I don't think it's as duplicative as that - specifying the rule either in select or in exclude should be sufficient. I don't think you need anything in the select rules except '' - and that is only needed if the tap does not select its streams by default. So, the ignore rule would just be `['', '!users']- and to add one more table you'd expand it with one additional item['', '!users', '!customers']. If we're choosing here to really lock down theignorerule very strictly, a simple pairing with select of''should be fully sufficient. Again, this isn't really the main use case for ignore, sinceselectis a better match for this use case. Specifically, you'd want to useselectin this case because you want to see that 'users' and 'orders' are selected, but not 'addresses'. If you use ignore instead of select, then you lose visibility toaddresses` being present and deselected in the source.

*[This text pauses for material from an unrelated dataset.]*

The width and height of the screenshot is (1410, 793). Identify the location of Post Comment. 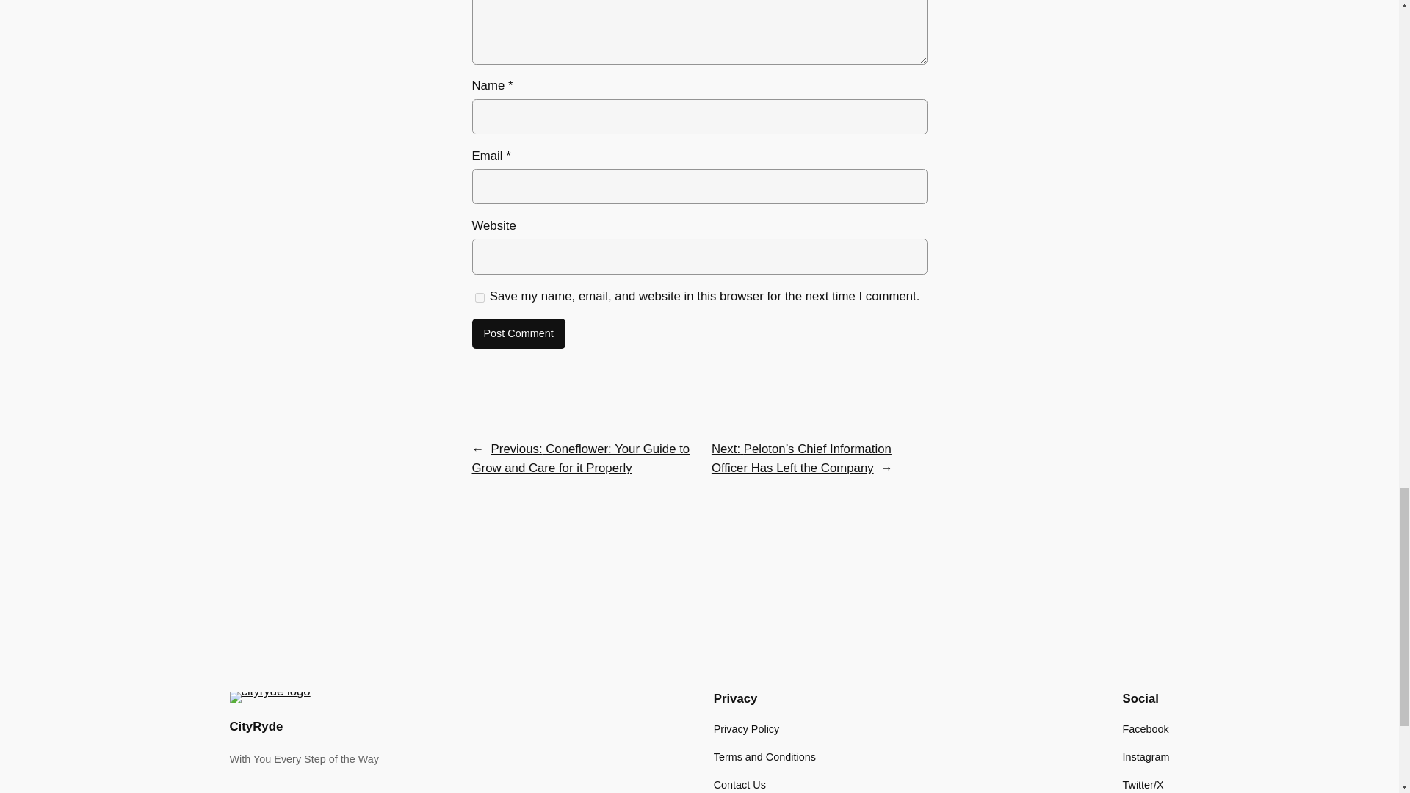
(518, 334).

A better-matched use case would be if we have a tap with a three-part stream name containing '<db>-<schema>-<table>', and the source has three databases: 'prod', 'test', and 'cicd'. We want to make sure when we select the 'users' table, we're only getting the version from prod. Essentially we want to treat the tap as if it did not contain the test or cicd databases at all. It is not that we want to select or deselect those other databases, but we want to basically insulate ourselves from them and pretend they don't exist. So an ignore rule like ['test-*', 'cicd-*'] or inversely ['*', '!prod'] will have the effect of making it look like the tap only knows about data from 'prod', even if the tap itself is able to view and extract from all three databases.

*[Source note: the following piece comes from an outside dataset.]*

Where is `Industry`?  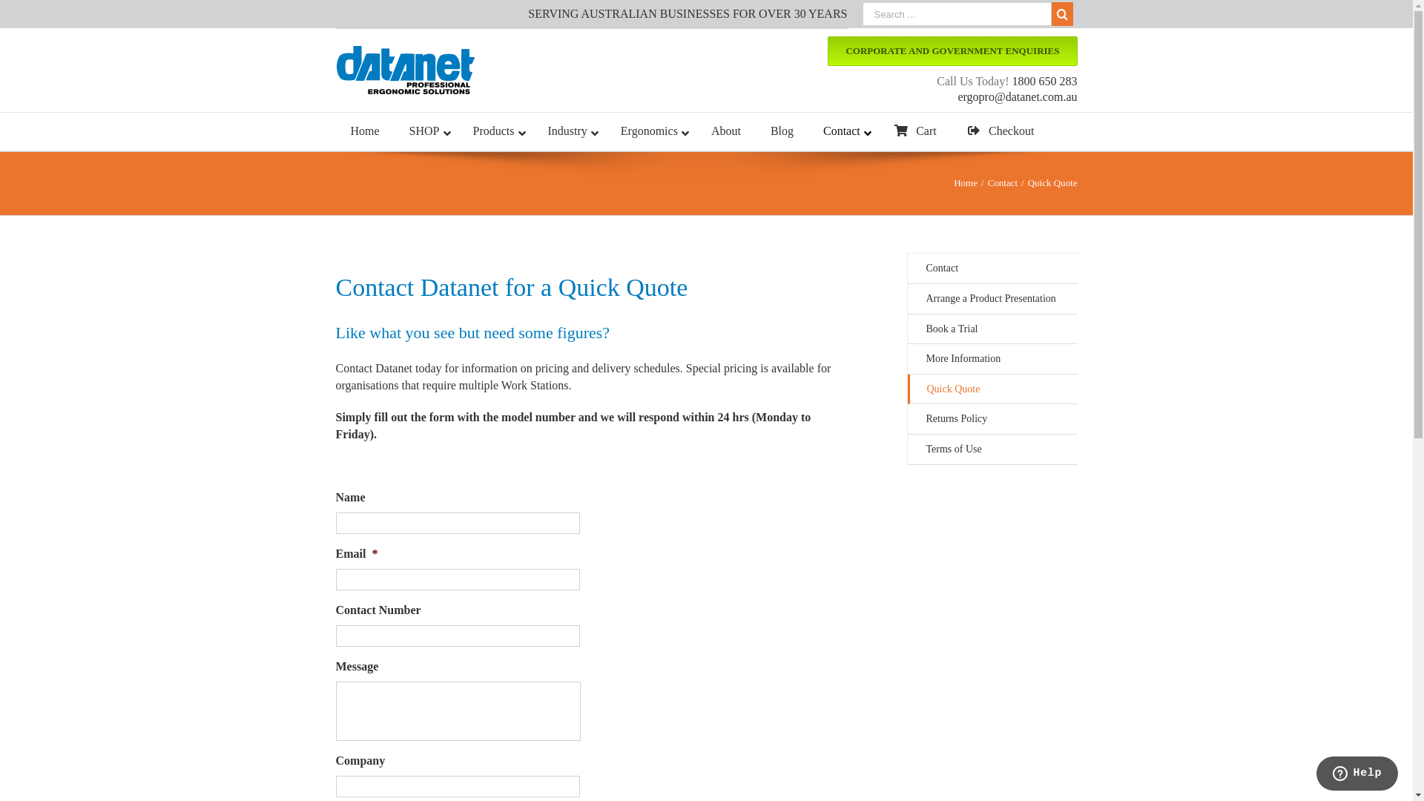 Industry is located at coordinates (570, 132).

That's very similar to the default behavior for excluding information_schema - not only do we want to save time from having to scan it, but we want to pretend like those tables just don't exist at all for the purposes of our catalog construction.

stale[bot] commented 1 year ago

This has been marked as stale because it is unassigned, and has not had recent activity. It will be closed after 21 days if no further activity occurs. If this should never go stale, please add the evergreen label, or request that it be added.

kgpayne commented 1 year ago

Still relevant, in so far as it relates to per-stream config (#1350).

stale[bot] commented 2 weeks ago

This has been marked as stale because it is unassigned, and has not had recent activity. It will be closed after 21 days if no further activity occurs. If this should never go stale, please add the evergreen label, or request that it be added.